Wednesday, July 25, 2018

Scholarly Virtues: John Barclay on Michael Wolter's Romans

In a recent book review, John Barclay commends Michael Wolter's 2014 Romans commentary as "a new high-water mark." It "is, now, the first commentary that any student or scholar working on Rom 1–8 should consult."

As valuable as the positive review of Wolter's commentary, which I dutifully noted, are Barclay's comments about what it means to be a good biblical scholar, using Wolter as an example: 
"The result has all the hallmarks of his scholarly excellence: acute exegetical observation, historical precision, clarity of thought and expression, and an independence of mind and originality in argument that manages always to have something new and interesting to say about this well-worn text."

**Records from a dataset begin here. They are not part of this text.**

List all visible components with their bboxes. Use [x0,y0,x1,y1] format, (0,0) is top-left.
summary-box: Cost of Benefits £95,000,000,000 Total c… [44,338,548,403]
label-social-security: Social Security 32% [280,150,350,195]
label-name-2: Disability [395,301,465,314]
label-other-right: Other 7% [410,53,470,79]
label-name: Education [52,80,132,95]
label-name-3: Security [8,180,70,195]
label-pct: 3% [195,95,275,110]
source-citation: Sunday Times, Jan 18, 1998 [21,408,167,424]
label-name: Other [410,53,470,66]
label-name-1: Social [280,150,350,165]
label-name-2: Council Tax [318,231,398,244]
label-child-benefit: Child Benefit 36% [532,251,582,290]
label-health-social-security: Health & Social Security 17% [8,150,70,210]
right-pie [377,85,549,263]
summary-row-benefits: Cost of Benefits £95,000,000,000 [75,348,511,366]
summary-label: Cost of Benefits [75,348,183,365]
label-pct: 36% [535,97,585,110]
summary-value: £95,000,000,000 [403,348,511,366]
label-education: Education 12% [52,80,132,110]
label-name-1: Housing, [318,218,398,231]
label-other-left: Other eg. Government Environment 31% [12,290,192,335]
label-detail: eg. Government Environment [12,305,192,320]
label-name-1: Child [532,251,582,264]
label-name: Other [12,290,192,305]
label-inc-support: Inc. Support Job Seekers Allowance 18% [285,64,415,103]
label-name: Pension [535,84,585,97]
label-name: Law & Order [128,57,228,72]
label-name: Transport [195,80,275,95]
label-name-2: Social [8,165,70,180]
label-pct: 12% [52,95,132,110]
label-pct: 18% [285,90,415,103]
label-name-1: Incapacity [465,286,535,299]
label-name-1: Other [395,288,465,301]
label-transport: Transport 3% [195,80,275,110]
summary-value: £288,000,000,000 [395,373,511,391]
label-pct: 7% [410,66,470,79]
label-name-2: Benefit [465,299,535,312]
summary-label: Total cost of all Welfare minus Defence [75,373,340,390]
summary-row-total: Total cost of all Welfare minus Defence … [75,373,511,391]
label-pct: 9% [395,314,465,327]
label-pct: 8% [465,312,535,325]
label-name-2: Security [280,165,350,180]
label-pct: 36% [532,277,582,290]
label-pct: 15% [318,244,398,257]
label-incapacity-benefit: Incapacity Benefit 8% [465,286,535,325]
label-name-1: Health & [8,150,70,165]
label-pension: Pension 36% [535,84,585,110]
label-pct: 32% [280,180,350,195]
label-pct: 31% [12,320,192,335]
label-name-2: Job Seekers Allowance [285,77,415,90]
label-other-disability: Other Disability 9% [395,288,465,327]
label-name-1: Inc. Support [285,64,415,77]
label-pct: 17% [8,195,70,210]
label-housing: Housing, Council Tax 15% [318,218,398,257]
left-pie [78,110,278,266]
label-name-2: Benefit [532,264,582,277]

"His philological and historical approach refuses to be bent by a theological or any other ideological agenda, while he takes the theological subject matter of the letter with full seriousness and does not attempt to turn it into something else. ... It is this rigorous historical stance, together with his delightful independence of mind, that makes Wolter’s commentary so valuable."

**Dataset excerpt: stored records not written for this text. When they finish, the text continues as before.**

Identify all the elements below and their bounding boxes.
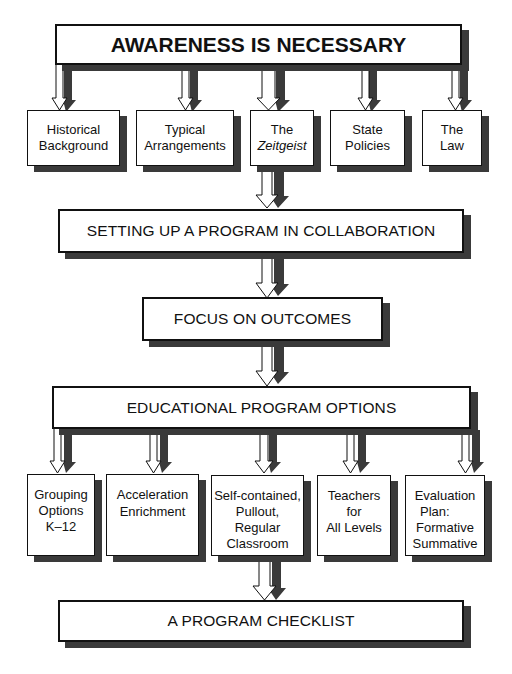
awareness-item-state-policies: State Policies: [330, 110, 405, 166]
item-line: Evaluation: [415, 488, 476, 504]
item-line: Acceleration: [117, 487, 189, 503]
item-line: All Levels: [326, 520, 382, 536]
item-line: Formative: [416, 520, 474, 536]
item-line: Classroom: [226, 536, 288, 552]
item-line: Grouping: [34, 487, 87, 503]
setup-program-box: SETTING UP A PROGRAM IN COLLABORATION: [58, 209, 464, 253]
option-teachers: Teachers for All Levels: [317, 475, 391, 556]
awareness-item-typical-arrangements: Typical Arrangements: [136, 110, 234, 166]
item-line: Summative: [412, 536, 477, 552]
item-line: Typical: [165, 122, 205, 138]
focus-outcomes-label: FOCUS ON OUTCOMES: [174, 310, 351, 328]
item-line-italic: Zeitgeist: [257, 138, 306, 154]
item-line: Policies: [345, 138, 390, 154]
item-line: Historical: [47, 122, 100, 138]
item-line: for: [346, 504, 361, 520]
program-options-label: EDUCATIONAL PROGRAM OPTIONS: [127, 399, 397, 417]
item-line: Options: [39, 503, 84, 519]
item-line: Regular: [235, 520, 281, 536]
item-line: Plan:: [406, 504, 450, 520]
item-line: Law: [440, 138, 464, 154]
item-line: Arrangements: [144, 138, 226, 154]
program-checklist-box: A PROGRAM CHECKLIST: [58, 600, 464, 642]
option-acceleration-enrichment: Acceleration Enrichment: [106, 474, 199, 556]
item-line: Background: [39, 138, 108, 154]
awareness-header-box: AWARENESS IS NECESSARY: [55, 24, 462, 65]
awareness-item-the-law: The Law: [422, 110, 482, 166]
item-line: Enrichment: [120, 504, 186, 520]
option-evaluation-plan: Evaluation Plan: Formative Summative: [405, 475, 485, 556]
item-line: K–12: [46, 519, 76, 535]
item-line: The: [441, 122, 463, 138]
focus-outcomes-box: FOCUS ON OUTCOMES: [142, 297, 383, 341]
item-line: The: [271, 122, 293, 138]
setup-program-label: SETTING UP A PROGRAM IN COLLABORATION: [87, 222, 436, 240]
awareness-item-historical-background: Historical Background: [27, 110, 120, 166]
item-line: Teachers: [328, 488, 381, 504]
program-options-box: EDUCATIONAL PROGRAM OPTIONS: [52, 386, 471, 429]
item-line: Self-contained,: [214, 488, 301, 504]
item-line: Pullout,: [236, 504, 279, 520]
program-checklist-label: A PROGRAM CHECKLIST: [167, 612, 354, 630]
awareness-item-zeitgeist: The Zeitgeist: [250, 110, 314, 166]
awareness-header-label: AWARENESS IS NECESSARY: [111, 33, 407, 57]
option-classroom-settings: Self-contained, Pullout, Regular Classro…: [211, 475, 304, 556]
option-grouping: Grouping Options K–12: [27, 474, 95, 556]
item-line: State: [352, 122, 382, 138]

"Throughout there is the highest regard for clarity: One gets the sense that every word and every phrase has been examined afresh: on numerous occasions, linguistic parallels, drawn from across Greek literature, help support or clarify a reading of Paul’s Greek, with an attention to detail that never becomes obsessive or verbose. It is also clear that Wolter has thought through every exegetical debate anew: often he begins from an original starting-point, while his argumentation is robust but courteous, sober and without rhetorical flourish, and always supported by evidence."

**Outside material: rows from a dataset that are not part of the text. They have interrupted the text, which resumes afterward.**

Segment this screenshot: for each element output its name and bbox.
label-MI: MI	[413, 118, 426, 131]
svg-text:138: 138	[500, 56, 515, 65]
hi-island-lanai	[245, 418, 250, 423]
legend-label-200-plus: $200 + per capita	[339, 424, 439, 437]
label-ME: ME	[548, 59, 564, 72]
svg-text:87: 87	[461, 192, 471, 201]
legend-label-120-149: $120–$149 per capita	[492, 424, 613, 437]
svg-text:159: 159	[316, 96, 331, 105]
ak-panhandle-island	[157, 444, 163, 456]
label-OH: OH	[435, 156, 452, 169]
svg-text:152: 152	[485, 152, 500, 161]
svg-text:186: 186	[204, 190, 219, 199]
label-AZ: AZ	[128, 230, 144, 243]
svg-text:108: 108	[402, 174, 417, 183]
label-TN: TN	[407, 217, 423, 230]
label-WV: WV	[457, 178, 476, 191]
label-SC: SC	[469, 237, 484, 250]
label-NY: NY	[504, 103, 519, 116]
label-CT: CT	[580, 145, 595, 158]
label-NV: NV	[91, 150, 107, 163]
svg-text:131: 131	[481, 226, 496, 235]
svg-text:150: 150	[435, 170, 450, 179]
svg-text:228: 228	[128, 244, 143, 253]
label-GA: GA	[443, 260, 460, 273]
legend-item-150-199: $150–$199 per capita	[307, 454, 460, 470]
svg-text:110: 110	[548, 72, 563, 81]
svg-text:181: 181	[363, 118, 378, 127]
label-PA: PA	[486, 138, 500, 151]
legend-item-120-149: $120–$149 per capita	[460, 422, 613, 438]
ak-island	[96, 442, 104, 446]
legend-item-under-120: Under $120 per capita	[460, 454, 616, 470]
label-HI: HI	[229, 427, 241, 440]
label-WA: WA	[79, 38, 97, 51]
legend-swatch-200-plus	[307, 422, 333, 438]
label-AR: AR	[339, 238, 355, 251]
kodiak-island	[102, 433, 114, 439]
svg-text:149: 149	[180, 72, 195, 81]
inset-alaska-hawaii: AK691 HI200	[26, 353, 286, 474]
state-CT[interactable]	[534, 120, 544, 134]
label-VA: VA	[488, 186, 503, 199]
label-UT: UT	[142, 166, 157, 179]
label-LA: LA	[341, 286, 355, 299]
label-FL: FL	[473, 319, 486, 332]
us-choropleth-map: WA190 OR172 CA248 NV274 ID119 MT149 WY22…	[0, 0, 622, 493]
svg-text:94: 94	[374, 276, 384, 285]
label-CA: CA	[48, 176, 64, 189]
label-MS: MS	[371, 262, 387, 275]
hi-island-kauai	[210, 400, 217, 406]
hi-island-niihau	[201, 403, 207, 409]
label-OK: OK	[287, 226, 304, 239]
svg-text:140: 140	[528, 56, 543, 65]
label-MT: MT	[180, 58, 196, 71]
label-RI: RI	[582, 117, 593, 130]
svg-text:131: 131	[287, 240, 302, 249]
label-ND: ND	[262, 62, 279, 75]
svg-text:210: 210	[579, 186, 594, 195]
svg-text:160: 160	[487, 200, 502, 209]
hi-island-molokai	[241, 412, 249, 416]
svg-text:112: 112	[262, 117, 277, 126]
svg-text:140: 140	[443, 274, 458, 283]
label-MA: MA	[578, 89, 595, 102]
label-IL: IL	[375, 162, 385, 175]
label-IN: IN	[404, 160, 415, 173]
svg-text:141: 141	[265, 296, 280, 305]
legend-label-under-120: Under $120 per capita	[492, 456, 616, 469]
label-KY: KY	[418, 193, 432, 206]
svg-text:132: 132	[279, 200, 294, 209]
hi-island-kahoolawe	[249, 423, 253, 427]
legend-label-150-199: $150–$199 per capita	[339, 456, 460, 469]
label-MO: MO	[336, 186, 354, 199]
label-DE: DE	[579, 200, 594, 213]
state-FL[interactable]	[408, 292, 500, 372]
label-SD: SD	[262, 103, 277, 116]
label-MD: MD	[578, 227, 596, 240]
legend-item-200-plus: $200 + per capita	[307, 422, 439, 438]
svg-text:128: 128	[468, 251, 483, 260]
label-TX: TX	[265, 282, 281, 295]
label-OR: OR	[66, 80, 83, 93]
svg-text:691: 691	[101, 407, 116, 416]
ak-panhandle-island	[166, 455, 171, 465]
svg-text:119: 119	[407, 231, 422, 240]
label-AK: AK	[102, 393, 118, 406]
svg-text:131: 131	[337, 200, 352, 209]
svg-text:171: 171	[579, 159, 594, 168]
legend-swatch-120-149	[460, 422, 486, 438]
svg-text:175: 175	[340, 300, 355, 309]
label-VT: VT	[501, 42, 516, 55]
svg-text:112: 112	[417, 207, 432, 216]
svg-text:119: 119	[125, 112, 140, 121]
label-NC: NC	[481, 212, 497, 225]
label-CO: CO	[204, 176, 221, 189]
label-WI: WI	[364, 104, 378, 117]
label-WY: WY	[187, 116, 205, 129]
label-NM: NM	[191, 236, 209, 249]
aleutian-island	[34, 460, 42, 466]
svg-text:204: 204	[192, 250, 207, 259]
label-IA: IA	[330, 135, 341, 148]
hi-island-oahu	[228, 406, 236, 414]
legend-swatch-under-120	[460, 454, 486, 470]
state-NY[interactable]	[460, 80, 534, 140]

"I know of no current Pauline scholar who can match this argumentative rigor, clarity, and skill."

"There is no attempt to squeeze Paul here into a theological programme, or to salvage the text for a theological or ethical cause. At the same time, there is no anti-theological agenda, which can often produce readings of Paul just as over-determined, whether by a political, moral, or ideological concern. All the virtues of a historian are here displayed - honesty, thoroughness, precision, independence of mind – as applied to the historical roots, contexts, developments, and functions of Paul’s language. Paul’s theology is here, first and foremost, a language-event, and whatever one does with it thereafter should not be allowed to prejudge or distort one’s careful observation of how his text actually works. ...  But because he recognizes that this [Paul's] gospel is inescapably theological, in that it makes huge claims about God and God’s saving action in Christ, his commentary will be as significant for those with a theological investment in the text as for those with only historical interests."

Bibliography
Barclay, John M.G. “Review of Michael Wolter, Der Brief an Die Römer.” Early Christianity 9, no. 2 (2018): 247–52.

Wolter, Michael. Der Brief an die Römer Teilband I: Röm 1-8. EKK 6/1. Neukirchen-Vluyn: Neukirchener Theologie, 2014. (According to Amazon, volume 2 is due out in October 2018.)

1 comment:

Michael said...

Did he happen to mention which was the "go to" commentary on Romans before Wolter's commentary came out?